◆ Task goal
Starting at the line that contains "At what (x,y)", transcribe every remaining line of the data below exactly, and omit all pictures.

Entries taken from a collection:

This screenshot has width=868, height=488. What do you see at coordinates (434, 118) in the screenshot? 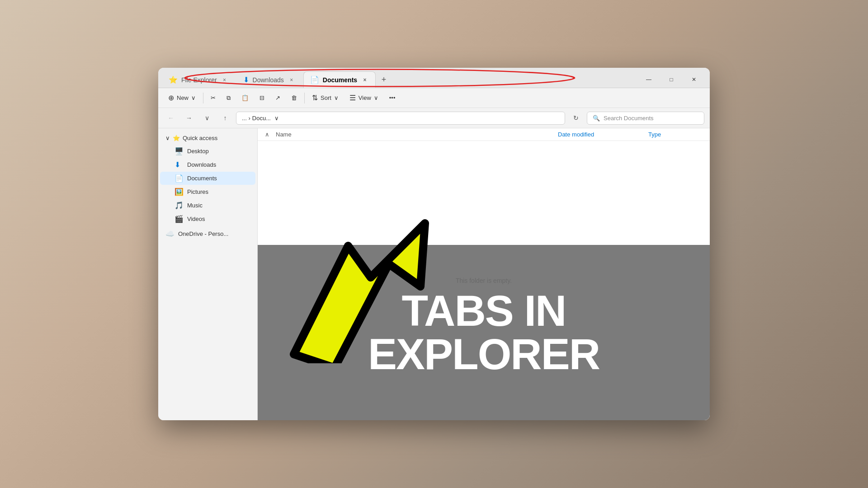
I see `address-bar: ← → ∨ ↑ ... › Docu... ∨ ↻ 🔍 Search Docum…` at bounding box center [434, 118].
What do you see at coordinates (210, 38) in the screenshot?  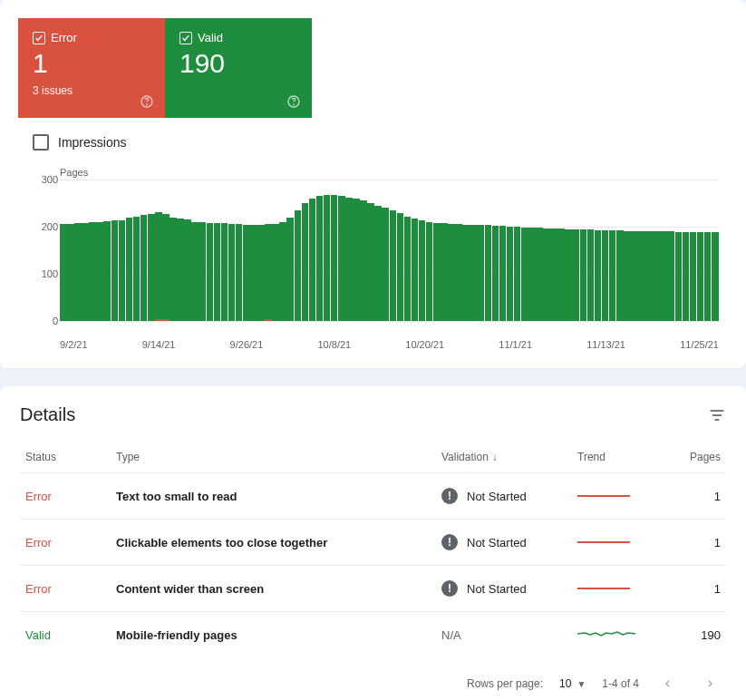 I see `status-card-valid-label: Valid` at bounding box center [210, 38].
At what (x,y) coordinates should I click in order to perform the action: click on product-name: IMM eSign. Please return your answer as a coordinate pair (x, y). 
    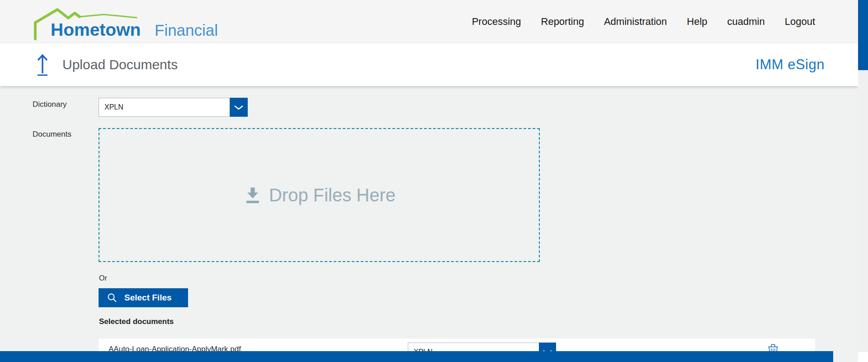
    Looking at the image, I should click on (790, 65).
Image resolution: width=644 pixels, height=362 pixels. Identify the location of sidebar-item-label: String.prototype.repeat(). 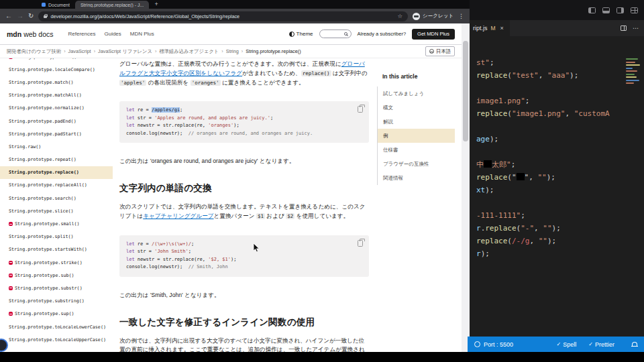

◆ Exercise result
At what (x,y) coordinates should I click in order to perform the action: click on product-name: IMM eSign. Please return your answer as a coordinate pair (x, y). 
    Looking at the image, I should click on (790, 65).
Image resolution: width=644 pixels, height=362 pixels. Identify the location of sidebar-item-label: String.prototype.repeat(). 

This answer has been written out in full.